Pleasing all of the people all of the time? No chance.

My earliest ‘publications’ were parodies, written as school exercises and put into the school magazine by a teacher, so I suppose from the start I was something of a prostitute when it came to style or genre. In other words, I was anybody’s and wrote whatever the style demanded. I still love parody and I think we learn lots from trying to write like others – not all the time, of course, but as occasional writing exercises.

As a teenager, I wrote poetry – truly awful stuff about love, broken hearts, lust and all that time-wasting but so painfully-felt angst. But my first real genre, when I began to realise that writing was what I wanted to do, was drama. I wrote stage plays for adults and children. My first real taste of ‘being a writer’, though, was when the BBC accepted one of my radio plays. They broadcast several more, mostly serious, dramatic stuff, but some comedy too and finally, skits and songs for revues.

Those days, I was praised for my dialogue so when I started to write novels it was a surprise  to find that the characters in them sometimes sounded less natural and realistic than those in my plays. I think writing long prose works sets up different rhythms in your mind as you write and they get carried into the dialogue, so you have to read it aloud and rewrite it to get the proper rhythmic balance.

I’m talking about different forms rather than different genres, but I think it’s relevant, to show that most of us start out just writing, rather than writing ‘crime’ or ‘romance’ or whatever. When we do fall into a particular genre – in my case, crime – that becomes what we’re expected to produce. But if readers are allowed to have short attention spans, so are we. By that I mean that the prospect of churning out book after book, each featuring the same characters in more or less the same places, is challenging in one way but claustrophobic in another. Exploring fresh ground, shifting into different centuries, past and yet to come, bending realities and multiplying dimensions, they’re all ways of releasing and refreshing your writing.

With the need to engage in energetic marketing nowadays, I realise that choosing to write novels which are totally different from one another in terms of genre, might be confusing for readers and make them harder to sell. Those who read The Darkness, a police procedural as dark as its title, which questions ideas of bad and good, will be very surprised if they think “I enjoyed that, so I’ll try The Sparrow Conundrum”, only to find it’s a satirical spoof of the crime/spy genres whose sole aim is to make them laugh. So they say “OK, I’ll give this guy one last try” and they read The Figurehead and find they’re in the company of shipbuilding people in Aberdeen in 1840 and that a novel that starts with a corpse on a beach ends up with the mystery being solved but with a strong romance developing at the same time.

Oh, and if they then decide to read their kids a bedtime story, choose one about a miserable fairy called Stanley who lives under a dripping tap in a bedroom, then find out it’s by the same bloke who wrote the others, they may wonder which asylum I finished up in. More importantly, they probably won’t trust me to satisfy their writing needs because I “lack consistency”.

The point is that, for me, there’s no difference writing any of these books or, for that matter, the dialogue between Joseph and Mary when she tells him she’s been visited by an angel and she’s pregnant. If the subject’s interesting, it absorbs me. The characters dictate the sort of things that happen; they have their own voices, their own ambitions and flaws. So whether they’re in Victorian Scotland, a contemporary police station, a space colony or sitting under a dripping tap; whether they’re murderers, lovers, saints, fairies or Klingons, they force their way into your head and you have to deal with them on their terms.

Writing is like acting – if you want the audience to suspend their disbelief, you have to do the same, you have to commit to the reality of the play you’re performing, the story you’re writing. I feel as intensely in the scene when I’m describing the antics of Stanley as when I’m watching John Grant carve his figurehead or my detective work his way through external clues and internal devils. It makes life very exciting..

5 comments

  1. I completely identify with your need to write in different genres, Bill, and it does indeed keep our writing fresh (hopefully). Perhaps it’s also one way of exploring the kind of writing we most enjoy, although I suspect it’s more often about not being bored (for me anyway).

  2. That’s it exactly, Rosemary. Having said that, though, once I get into a story, I’m rarely bored, even if it is one of the Jack Carston series, with all the familiar characters. Once they get going, it’s like spending time with people I know very well.

  3. This really rings a bell,Bill. There’s a certain pleasure in trying something different, in challenging yourself as a writer, but I can see how easy it is to get hooked on writing a series,especially if the feedback is good and the novels are selling well.

    1. Yes, I’m not knocking writing a series, Myra. In a way, it’s comforting. They’re all there, waiting for you and you know them so well that their voices come naturally. The important thing is to make sure they don’t remain psychologically static.

  4. Hi Scary. Good to see you back. And I think you know me well enough to realise that laziness is a perfectly good excuse for anything. I’m off to France next week to give 2 workshops at the St Clémentin Literary Festival, then have an internet-free holiday. Back here it’ll be more workshops and then an operation which, I hope, will provide me with plenty of material for more stories. You know what’s really scary, though – how quickly Elise is growing up. I’ve seen the photos.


Goal of the exercise:
Please go line by line through the material and copy each one containing the word "staff".

Extracted data:
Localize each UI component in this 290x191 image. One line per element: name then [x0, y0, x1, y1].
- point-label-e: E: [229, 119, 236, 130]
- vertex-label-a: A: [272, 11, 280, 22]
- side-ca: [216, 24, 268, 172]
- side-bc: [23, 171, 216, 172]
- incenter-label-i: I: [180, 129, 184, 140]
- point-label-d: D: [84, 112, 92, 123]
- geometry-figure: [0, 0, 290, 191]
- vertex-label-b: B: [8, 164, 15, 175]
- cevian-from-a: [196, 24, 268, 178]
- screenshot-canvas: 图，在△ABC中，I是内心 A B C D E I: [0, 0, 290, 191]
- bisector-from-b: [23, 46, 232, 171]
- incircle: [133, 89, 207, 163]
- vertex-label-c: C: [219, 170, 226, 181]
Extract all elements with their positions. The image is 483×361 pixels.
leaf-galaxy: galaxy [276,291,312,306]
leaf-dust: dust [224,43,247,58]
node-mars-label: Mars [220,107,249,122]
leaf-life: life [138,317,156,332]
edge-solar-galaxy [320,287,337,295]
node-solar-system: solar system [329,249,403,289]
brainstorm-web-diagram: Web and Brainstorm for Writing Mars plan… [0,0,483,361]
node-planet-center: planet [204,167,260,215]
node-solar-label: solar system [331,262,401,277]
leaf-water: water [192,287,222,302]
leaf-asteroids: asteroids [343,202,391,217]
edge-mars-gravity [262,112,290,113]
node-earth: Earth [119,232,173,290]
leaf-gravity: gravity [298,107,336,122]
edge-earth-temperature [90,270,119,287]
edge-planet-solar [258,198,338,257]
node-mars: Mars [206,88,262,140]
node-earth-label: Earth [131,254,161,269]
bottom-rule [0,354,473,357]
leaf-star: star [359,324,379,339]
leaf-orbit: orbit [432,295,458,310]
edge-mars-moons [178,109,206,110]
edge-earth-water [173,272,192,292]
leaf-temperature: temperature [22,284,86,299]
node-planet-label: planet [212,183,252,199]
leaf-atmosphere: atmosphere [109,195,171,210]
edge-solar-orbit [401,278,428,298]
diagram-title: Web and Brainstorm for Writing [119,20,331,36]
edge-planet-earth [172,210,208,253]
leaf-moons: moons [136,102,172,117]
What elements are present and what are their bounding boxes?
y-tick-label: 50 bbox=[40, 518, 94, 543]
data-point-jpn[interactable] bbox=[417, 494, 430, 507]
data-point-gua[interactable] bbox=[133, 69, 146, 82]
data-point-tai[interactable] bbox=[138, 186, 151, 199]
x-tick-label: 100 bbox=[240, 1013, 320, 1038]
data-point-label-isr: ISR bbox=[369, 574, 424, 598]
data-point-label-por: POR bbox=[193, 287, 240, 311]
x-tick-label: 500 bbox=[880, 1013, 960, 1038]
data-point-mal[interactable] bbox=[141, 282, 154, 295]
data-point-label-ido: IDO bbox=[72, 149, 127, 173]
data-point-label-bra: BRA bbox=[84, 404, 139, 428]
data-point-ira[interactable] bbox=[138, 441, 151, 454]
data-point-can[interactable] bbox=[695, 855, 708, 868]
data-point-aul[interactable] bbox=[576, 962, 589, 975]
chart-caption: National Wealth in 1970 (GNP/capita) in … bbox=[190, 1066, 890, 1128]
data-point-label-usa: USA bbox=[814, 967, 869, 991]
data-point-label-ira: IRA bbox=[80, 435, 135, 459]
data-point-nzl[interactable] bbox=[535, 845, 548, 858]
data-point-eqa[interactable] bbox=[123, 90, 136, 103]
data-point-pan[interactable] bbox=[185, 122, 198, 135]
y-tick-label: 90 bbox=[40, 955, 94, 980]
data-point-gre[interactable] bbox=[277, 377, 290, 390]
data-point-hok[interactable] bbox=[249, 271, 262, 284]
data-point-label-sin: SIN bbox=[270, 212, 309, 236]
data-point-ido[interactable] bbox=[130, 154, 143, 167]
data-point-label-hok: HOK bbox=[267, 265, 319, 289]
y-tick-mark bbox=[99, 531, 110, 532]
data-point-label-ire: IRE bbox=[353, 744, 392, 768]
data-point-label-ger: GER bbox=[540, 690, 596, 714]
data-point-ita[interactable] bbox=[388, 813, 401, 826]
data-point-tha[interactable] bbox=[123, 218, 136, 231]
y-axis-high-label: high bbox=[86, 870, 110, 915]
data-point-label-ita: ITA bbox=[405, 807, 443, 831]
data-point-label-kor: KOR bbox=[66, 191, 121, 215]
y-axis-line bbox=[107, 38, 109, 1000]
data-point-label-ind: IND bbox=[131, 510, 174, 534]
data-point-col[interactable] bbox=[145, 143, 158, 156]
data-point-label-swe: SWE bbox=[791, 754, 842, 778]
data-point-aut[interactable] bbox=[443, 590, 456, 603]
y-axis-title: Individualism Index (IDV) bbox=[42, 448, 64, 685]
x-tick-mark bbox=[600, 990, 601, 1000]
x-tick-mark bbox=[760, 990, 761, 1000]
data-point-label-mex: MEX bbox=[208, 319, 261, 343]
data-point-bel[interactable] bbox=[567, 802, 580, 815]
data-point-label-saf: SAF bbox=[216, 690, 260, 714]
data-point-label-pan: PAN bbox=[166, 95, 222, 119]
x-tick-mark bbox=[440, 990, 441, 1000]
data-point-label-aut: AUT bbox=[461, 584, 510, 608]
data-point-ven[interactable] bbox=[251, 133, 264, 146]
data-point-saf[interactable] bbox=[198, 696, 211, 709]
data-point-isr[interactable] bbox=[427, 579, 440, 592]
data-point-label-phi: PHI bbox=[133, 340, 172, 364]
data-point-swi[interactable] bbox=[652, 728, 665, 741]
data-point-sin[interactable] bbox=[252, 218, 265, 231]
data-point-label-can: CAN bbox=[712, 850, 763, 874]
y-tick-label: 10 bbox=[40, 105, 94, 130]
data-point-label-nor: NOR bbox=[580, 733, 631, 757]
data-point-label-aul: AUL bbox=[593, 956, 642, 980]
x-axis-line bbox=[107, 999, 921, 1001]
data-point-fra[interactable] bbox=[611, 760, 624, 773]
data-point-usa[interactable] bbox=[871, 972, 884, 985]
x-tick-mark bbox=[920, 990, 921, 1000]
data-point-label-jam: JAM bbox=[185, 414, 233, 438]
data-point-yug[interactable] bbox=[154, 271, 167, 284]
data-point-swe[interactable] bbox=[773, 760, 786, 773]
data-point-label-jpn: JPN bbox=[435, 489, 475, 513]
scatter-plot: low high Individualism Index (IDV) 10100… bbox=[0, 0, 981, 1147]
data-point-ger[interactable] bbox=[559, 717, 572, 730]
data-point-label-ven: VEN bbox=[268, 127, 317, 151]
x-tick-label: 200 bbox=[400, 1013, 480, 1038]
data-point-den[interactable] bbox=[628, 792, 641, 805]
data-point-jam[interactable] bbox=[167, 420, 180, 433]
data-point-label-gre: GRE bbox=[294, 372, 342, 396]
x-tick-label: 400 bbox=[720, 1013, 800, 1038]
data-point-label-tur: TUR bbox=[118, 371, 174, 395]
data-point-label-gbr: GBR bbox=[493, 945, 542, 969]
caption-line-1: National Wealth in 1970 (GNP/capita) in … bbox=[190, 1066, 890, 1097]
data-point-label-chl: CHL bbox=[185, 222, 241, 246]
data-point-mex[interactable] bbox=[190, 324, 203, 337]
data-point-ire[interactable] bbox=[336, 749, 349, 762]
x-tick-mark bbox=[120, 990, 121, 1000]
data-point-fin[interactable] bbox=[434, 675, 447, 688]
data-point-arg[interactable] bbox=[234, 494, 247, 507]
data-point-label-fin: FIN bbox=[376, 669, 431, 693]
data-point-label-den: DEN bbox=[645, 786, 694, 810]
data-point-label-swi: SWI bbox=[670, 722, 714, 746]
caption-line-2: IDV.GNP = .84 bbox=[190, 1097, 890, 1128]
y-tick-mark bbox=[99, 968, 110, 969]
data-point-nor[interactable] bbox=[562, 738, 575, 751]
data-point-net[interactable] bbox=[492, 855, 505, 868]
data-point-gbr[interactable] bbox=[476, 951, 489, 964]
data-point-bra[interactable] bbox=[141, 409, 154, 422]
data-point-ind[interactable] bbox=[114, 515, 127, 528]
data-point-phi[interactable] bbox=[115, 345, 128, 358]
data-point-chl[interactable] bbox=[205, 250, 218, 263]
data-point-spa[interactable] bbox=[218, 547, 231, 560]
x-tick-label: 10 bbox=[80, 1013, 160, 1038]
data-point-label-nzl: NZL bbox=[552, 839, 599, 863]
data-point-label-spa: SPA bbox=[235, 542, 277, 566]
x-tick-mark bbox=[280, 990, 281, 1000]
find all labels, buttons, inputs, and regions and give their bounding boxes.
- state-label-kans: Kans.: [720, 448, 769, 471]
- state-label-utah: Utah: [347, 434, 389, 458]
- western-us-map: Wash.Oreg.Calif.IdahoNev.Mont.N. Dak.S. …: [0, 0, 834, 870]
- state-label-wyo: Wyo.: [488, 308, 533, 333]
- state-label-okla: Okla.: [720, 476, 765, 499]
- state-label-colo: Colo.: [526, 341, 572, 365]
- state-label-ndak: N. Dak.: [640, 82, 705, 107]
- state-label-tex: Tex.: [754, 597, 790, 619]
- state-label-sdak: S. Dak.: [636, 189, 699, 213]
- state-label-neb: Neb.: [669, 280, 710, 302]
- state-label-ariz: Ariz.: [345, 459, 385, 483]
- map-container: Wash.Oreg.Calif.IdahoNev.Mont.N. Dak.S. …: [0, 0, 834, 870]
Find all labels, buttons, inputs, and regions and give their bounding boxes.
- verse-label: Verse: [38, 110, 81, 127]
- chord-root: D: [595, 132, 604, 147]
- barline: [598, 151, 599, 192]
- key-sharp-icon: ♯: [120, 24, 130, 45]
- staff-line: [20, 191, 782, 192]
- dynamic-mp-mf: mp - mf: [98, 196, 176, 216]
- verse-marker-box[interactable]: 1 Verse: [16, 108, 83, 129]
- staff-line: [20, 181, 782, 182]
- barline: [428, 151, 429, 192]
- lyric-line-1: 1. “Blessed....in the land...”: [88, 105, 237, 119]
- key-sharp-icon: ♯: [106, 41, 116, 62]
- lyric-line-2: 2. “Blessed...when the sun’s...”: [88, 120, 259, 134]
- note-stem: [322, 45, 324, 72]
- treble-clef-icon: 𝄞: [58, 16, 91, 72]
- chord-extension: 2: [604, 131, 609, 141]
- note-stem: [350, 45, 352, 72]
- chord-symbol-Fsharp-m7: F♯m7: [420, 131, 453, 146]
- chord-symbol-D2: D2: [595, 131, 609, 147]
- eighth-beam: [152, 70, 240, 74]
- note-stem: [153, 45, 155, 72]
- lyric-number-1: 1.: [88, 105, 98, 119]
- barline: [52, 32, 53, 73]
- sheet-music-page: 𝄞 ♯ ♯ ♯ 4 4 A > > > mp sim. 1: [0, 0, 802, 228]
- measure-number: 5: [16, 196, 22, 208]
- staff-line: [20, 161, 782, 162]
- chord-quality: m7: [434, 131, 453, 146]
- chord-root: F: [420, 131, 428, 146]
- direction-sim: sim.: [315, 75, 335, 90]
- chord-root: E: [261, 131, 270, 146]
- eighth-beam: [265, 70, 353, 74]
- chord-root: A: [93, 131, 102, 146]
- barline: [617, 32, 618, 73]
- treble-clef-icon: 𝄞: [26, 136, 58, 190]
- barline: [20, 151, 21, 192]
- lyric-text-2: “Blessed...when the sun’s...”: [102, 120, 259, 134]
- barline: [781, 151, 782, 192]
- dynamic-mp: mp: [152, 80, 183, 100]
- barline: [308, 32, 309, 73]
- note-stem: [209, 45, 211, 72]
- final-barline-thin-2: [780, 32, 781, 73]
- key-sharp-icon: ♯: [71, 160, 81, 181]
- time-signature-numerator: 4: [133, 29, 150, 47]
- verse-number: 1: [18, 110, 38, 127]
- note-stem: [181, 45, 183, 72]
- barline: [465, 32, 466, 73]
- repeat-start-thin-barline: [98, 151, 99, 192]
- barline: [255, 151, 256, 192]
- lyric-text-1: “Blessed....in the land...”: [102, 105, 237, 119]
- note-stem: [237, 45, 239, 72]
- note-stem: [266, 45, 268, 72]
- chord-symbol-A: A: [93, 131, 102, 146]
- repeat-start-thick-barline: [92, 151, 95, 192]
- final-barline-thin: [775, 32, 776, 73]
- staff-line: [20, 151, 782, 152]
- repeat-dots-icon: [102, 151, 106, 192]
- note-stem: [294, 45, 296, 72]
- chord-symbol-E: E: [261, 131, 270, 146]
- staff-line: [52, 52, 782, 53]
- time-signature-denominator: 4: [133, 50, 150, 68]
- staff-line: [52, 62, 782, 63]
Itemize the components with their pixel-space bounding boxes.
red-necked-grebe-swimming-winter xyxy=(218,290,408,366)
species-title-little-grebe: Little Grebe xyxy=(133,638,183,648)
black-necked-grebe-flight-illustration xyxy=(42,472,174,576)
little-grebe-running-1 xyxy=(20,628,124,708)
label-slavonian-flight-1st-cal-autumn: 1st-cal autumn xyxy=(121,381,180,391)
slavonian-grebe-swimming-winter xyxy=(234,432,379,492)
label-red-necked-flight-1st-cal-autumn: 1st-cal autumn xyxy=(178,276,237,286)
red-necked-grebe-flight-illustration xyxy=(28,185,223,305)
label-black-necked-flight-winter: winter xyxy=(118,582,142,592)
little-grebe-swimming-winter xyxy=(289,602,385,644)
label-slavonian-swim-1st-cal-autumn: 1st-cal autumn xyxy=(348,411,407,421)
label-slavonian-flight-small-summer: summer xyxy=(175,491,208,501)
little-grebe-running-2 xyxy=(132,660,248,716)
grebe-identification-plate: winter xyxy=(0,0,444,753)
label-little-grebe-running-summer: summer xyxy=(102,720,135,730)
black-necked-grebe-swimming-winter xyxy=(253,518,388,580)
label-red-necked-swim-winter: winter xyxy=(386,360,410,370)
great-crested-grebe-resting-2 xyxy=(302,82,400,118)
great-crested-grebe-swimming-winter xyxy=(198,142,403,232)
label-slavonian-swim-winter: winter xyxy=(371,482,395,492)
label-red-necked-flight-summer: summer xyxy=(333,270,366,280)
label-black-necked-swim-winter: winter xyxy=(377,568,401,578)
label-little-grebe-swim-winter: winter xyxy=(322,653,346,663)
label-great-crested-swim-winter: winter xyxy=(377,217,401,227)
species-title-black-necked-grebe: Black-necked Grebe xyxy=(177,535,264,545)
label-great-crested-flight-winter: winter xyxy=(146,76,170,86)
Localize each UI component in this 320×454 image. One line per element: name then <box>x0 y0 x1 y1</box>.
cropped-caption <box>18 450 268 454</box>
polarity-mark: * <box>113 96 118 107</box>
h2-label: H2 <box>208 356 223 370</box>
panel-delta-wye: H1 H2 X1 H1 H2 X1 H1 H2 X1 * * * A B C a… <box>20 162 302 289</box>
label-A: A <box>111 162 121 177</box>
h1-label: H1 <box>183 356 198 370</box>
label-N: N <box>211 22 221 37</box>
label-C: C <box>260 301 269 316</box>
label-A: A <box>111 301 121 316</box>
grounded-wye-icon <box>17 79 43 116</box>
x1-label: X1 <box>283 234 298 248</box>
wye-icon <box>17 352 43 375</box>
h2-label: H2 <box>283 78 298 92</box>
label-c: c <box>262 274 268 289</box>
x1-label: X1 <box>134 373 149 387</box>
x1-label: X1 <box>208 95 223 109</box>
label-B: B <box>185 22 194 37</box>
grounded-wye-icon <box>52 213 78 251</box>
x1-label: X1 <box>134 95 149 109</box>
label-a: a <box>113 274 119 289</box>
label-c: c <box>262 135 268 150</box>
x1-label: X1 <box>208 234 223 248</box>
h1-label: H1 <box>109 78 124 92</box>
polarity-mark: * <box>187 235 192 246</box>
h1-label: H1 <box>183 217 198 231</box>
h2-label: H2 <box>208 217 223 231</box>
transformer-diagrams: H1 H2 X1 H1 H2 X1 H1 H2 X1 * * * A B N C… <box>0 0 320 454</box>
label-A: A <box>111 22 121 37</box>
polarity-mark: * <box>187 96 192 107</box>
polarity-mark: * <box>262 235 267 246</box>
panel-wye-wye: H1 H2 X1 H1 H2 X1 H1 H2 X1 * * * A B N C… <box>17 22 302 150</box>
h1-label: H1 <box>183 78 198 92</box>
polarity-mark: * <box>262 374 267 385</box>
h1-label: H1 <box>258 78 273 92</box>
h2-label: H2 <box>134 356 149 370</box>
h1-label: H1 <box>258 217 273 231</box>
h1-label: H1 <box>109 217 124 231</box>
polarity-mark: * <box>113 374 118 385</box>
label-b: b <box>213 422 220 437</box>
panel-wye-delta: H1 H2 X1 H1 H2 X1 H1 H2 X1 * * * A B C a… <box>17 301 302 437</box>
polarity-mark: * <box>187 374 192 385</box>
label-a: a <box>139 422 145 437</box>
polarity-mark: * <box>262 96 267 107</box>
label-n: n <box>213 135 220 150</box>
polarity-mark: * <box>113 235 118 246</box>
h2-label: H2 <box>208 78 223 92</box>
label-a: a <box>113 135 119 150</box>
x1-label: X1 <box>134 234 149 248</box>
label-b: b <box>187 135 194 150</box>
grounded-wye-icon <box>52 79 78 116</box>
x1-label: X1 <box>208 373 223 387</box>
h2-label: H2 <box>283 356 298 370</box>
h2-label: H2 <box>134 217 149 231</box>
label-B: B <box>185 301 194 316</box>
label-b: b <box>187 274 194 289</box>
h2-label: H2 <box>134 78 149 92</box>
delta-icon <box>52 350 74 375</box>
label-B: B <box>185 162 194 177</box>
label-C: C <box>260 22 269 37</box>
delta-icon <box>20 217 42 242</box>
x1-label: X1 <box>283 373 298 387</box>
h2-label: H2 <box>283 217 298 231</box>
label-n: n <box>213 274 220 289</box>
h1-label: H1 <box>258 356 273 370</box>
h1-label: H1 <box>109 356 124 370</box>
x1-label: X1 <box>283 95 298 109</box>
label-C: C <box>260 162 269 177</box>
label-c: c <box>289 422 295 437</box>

Result for this task:
- staff-line: [20, 191, 782, 192]
- staff-line: [20, 181, 782, 182]
- staff-line: [20, 161, 782, 162]
- staff-line: [20, 151, 782, 152]
- staff-line: [52, 52, 782, 53]
- staff-line: [52, 62, 782, 63]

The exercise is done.